Dunno, you are talking about the company that built the TriFoiler, aren't you?
A-Cat makes a lot more sense.
Well were is the Tri-foiler now ? Were is the tri-foiler class ?
The tri-foiler was designed by somebody else and hobie bought the building rights only to discontinue the production (if you can call it that) a few years later.
I think Eric is refering to that. Sure Hobie can plan to come out with a new and totally different class/design but will such a design survive the rigorous HCA One-design mentality. Up to now no boat really has. Even the Tiger F18 has been doing a strenious balancing act between Tiger OD and Tiger F18 where both version really don't compare well anymore.

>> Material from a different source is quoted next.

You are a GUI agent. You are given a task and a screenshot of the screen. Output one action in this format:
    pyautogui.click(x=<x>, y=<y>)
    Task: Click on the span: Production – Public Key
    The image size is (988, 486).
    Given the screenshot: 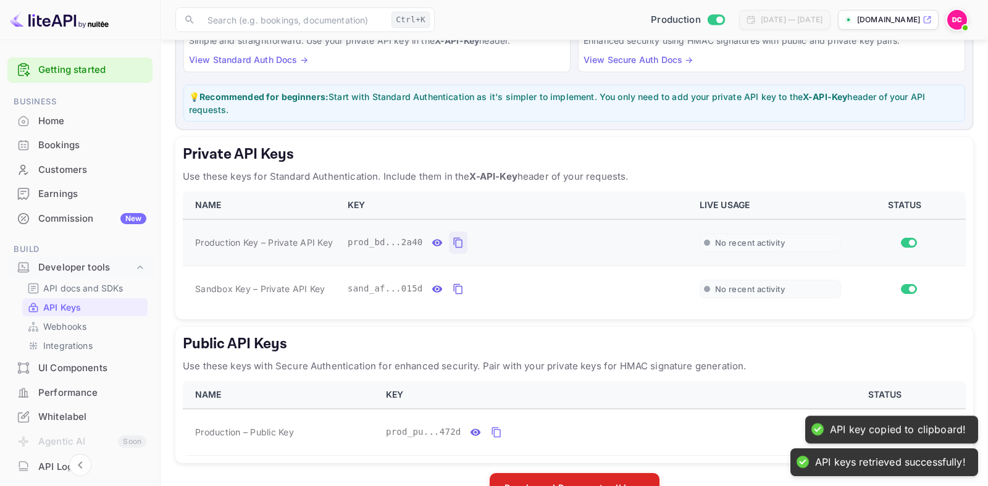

How will the hobie A-cat fare ? I really don't see a Hobie OD A-cat class coming of the ground. The boats are just too expensive for that while the spinnaker boats aren't as easily beaten by the A-cats as the were in the past. If you slot out 18.000 or more bucks you want to get some good racing in return otherwise there are far cheaper alternatives with about the same speed potential. (just an example Blade F16 for 12.800 US$)
I'm giving Hobie the benefit of the doubt but I really would like to see how Hobie designs and builds there A-cat. This A-cat class is not for an average design team. Their boat will get totally killed by the other A's. This is an all-out no second chances cat class. Take a look at what happened to the Bim javelins and AHPC mark 5 A-cats. Both yards quickly understood what was going on and Bim introduced the Bim XJ and AHPC started building the Flyer; replacing both the javelin and mark 5's. I really don't forsee the Hobie Corp put that much continuity into their A-cat. They will get a design team to design their A-cat and put that design in to production and that is it. No further fine-tuning or modification in the years after that.
A-cats are also rather expensive boats to build. Their traget group are the well of sailors and not the fun-group sailors that is linked to most of the Hobie classes.
In general the A-cat is a totally different ball game then what Hobie is used too. I'm not to sure that they will be able to make the transition.
Looking at the Tri-foiler experiment I see no reason to start believing otherwise.
But this is just my personal opinion.